Yesterday, on Facebook, Joyce posted two pictures I'd posted a couple of years ago (see above). They showed Joyce and me in fourth grade. She was living in Akron's Firestone Park at the time; I, in Enid, Oklahoma. (I am three years older.) We both have laughed that it's a good thing we didn't know each other then!
So perhaps it was that post that, later on yesterday, got me to thinking of this old school song I remember from boyhood:
School days, school days
Dear old Golden Rule days
'Reading and 'riting and 'rithmetic
Taught to the tune of the hick'ry stick
You were my queen in calico
I was your bashful, barefoot beau,
And you wrote on my slate, "I Love You, Joe"

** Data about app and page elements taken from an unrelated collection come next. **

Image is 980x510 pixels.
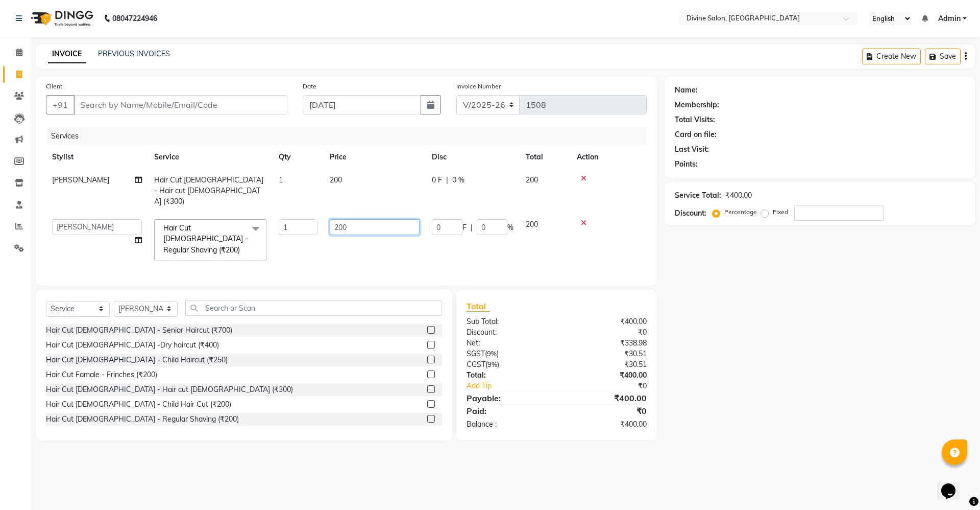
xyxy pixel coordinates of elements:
span: F [463,222,467,233]
span: Total [467,300,490,311]
b: 08047224946 [112,4,157,33]
label: Date [303,82,316,91]
img: logo [26,4,96,33]
div: ₹30.51 [556,348,654,359]
span: Hair Cut [DEMOGRAPHIC_DATA] - Hair cut [DEMOGRAPHIC_DATA] (₹300) [154,175,263,206]
div: ( ) [459,359,556,369]
span: 0 F [432,175,442,185]
a: PREVIOUS INVOICES [98,49,170,58]
label: Client [46,82,62,91]
div: Hair Cut [DEMOGRAPHIC_DATA] - Seniar Haircut (₹700) [46,325,232,336]
span: | [470,222,473,233]
input: Search by Name/Mobile/Email/Code [73,95,288,114]
button: Save [925,49,961,64]
label: Fixed [773,207,788,216]
div: Membership: [675,99,719,110]
div: ₹400.00 [725,190,752,200]
div: Paid: [459,405,556,417]
span: 9% [487,360,497,369]
span: 200 [526,175,538,184]
div: Payable: [459,391,556,404]
div: Services [47,126,654,146]
th: Disc [426,146,520,168]
div: ₹338.98 [556,337,654,348]
div: Service Total: [675,190,721,200]
span: 1 [278,175,283,184]
a: INVOICE [48,45,86,63]
span: | [446,175,448,185]
button: +91 [46,95,75,114]
div: ( ) [459,348,556,359]
div: Balance : [459,419,556,429]
span: 200 [330,175,342,184]
input: Search or Scan [185,300,442,316]
div: ₹400.00 [556,391,654,404]
div: ₹0 [556,327,654,337]
th: Stylist [46,146,148,168]
th: Service [148,146,273,168]
label: Invoice Number [456,82,501,91]
div: Hair Cut Famale - Frinches (₹200) [46,369,157,380]
div: ₹400.00 [556,316,654,327]
span: 9% [487,349,496,358]
div: Hair Cut [DEMOGRAPHIC_DATA] - Child Haircut (₹250) [46,354,228,365]
th: Action [570,146,647,168]
a: Add Tip [459,380,573,391]
div: ₹0 [556,405,654,417]
span: 0 % [453,175,464,185]
div: Hair Cut [DEMOGRAPHIC_DATA] - Regular Shaving (₹200) [46,414,239,424]
span: Admin [938,13,961,24]
div: Total Visits: [675,114,715,125]
span: % [507,222,513,233]
div: Hair Cut [DEMOGRAPHIC_DATA] -Dry haircut (₹400) [46,340,219,350]
div: ₹400.00 [556,369,654,380]
div: Last Visit: [675,144,709,155]
div: Hair Cut [DEMOGRAPHIC_DATA] - Hair cut [DEMOGRAPHIC_DATA] (₹300) [46,384,293,395]
div: Net: [459,337,556,348]
div: Name: [675,85,697,95]
div: ₹400.00 [556,419,654,429]
span: CGST [467,359,485,369]
span: Hair Cut [DEMOGRAPHIC_DATA] - Regular Shaving (₹200) [163,223,248,254]
div: Total: [459,369,556,380]
div: Card on file: [675,130,717,140]
a: x [240,245,245,254]
th: Qty [273,146,324,168]
div: ₹0 [573,380,654,391]
th: Total [520,146,570,168]
span: SGST [467,348,485,358]
div: Discount: [675,208,707,219]
button: Create New [862,49,921,64]
div: Sub Total: [459,316,556,327]
div: Hair Cut [DEMOGRAPHIC_DATA] - Child Hair Cut (₹200) [46,399,231,410]
th: Price [324,146,426,168]
iframe: chat widget [937,469,970,499]
div: Discount: [459,327,556,337]
div: ₹30.51 [556,359,654,369]
span: 200 [526,220,538,229]
span: [PERSON_NAME] [52,175,109,184]
div: Points: [675,159,697,169]
label: Percentage [724,207,757,216]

When we were a couple o' kids.
Trusty Wikipedia tells me the song was written in 1907 by Will Cobb and Gus Edwards. Doing a bit more Wikipediaing, I discovered that this was only the chorus. Here's a link to the sheet music for the entire song; it contains all the lyrics. And here's a link to an old, old recording.
I have no memory of when/how I learned the song; it's just one of those things from childhood that, later, you seem just to have always known. Like how to eat. Or breathe.
I do have one (uncomfortable) memory of the song. When I was in elementary school, I had a strong soprano voice (!!), and, as a result, teachers sometimes picked me to sing things. In public. And one year (3rd grade, I think--Mrs. Ziegler's class!) the teacher decided it would be cute (I guess) to have me and some girl (whose name I cannot recover) dress up like Tom Sawyer and Becky Thatcher and sing the song at an open house in our Adams School classroom.
I do remember I didn't want to do what the teacher insisted we do: hold hands and swing them while we sang. At that age, I had no desire to hold a girl's hand--and certainly NOT in public! But I did, wishing and praying that Time would accelerate to warp speed (though at the time I'd never heard of that term--Star Trek lay in the future). Time didn't cooperate. It d-r-a-g-g-e-d. But the parents all smiled and swayed in their seats while I blushed as red as an ashamed sunrise.
As I look at the lyrics, I don't believe we sang the verses to the song. (They don't look/sound at all familiar.) But ... anything's possible. All this happened sixty-four years ago.
So ... perhaps it was those FB pictures--and thinking about 4th grade--that popped those lyrics into my head once again. Joyce and I were driving back from an evening visit to the Starbucks drive-thru in Aurora when I started singing--my soprano long gone.
And what a dark coincidence that barely a half-day later I got the horrible news that Mike Lenzo, one of the first principals I worked for early in my middle school teaching career--beginning in 1968--passed away this morning. He was a profound influence on me--educationally, personally--and his loss is a mighty blow to the stability of the heart of the world.